The war in Karabakh has caught the attention of major world powers because in an interconnected world, all conflicts are the result of the intersection of the interests of many countries, although they may seem to relate only to a certain localized region. Conversely, all conflicts have far-reaching impact around the world.
For the last thirty years, the Karabakh conflict has resulted in many flare ups between Armenia and Azerbaijan with no conclusive results. In 1994, the parties agreed on a ceasefire, on the basis that the conflict has no military solution and that the parties will not resort to the use of force.
The Organization for Security and Cooperation in Europe (OSCE) Minsk Group, which is co-chaired by the US, Russia and France, has been working for a solution based on that assumption.
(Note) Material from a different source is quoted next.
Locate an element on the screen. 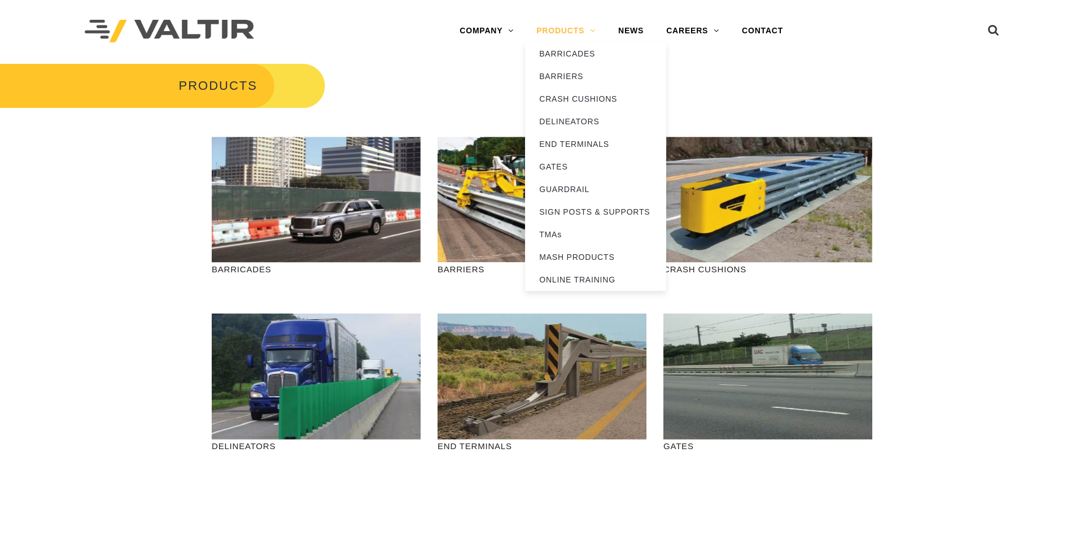  a: BARRIERS is located at coordinates (596, 76).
However, Azerbaijan has broken its agreement more than once; it tried to use force first in April 2016, as well as in July of this year. Every act of aggression was repulsed forcefully, as well as with additional retaliation, to convince the leadership in Baku that violence would not deliver its hoped-for results.
The conflict has also been used by regional and world powers for their own ends. The leadership in Azerbaijan has been encouraged by such developments, adopting a maximalist posture. President Ilham Aliyev has repeatedly said that the only solution is based on the complete surrender of the Armenian side. To this day, he insists that peace will not be established until all Armenians leave Karabakh. That has led Mr. Aliyev further, to the delusion that he might occupy the entire territory of the Republic of Armenia itself.
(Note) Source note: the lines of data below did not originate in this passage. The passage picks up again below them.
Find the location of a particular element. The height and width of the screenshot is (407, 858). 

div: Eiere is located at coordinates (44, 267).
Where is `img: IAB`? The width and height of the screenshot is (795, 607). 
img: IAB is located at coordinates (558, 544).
The current flare-up is the direct result of Turkey’s involvement in the conflict with intentions and plans much greater than Azerbaijan’s goals. Turkey is in the Caucasus to contain the influence of Russia and Iran, a goal very much in synch with the West’s aspirations. But Turkey’s present leader has also a more selfish agenda: to restore the Ottoman Empire and bring the nations formerly within that empire back under its bloody thumb.
Mr. Erdogan’s adventures in Syria and the Eastern Mediterranean thus far have backfired and as a fallback, he is trying his luck in the Caucasus. Today Azerbaijan is a virtual colony of Turkey under the catchphrase “One Nation, Two States.”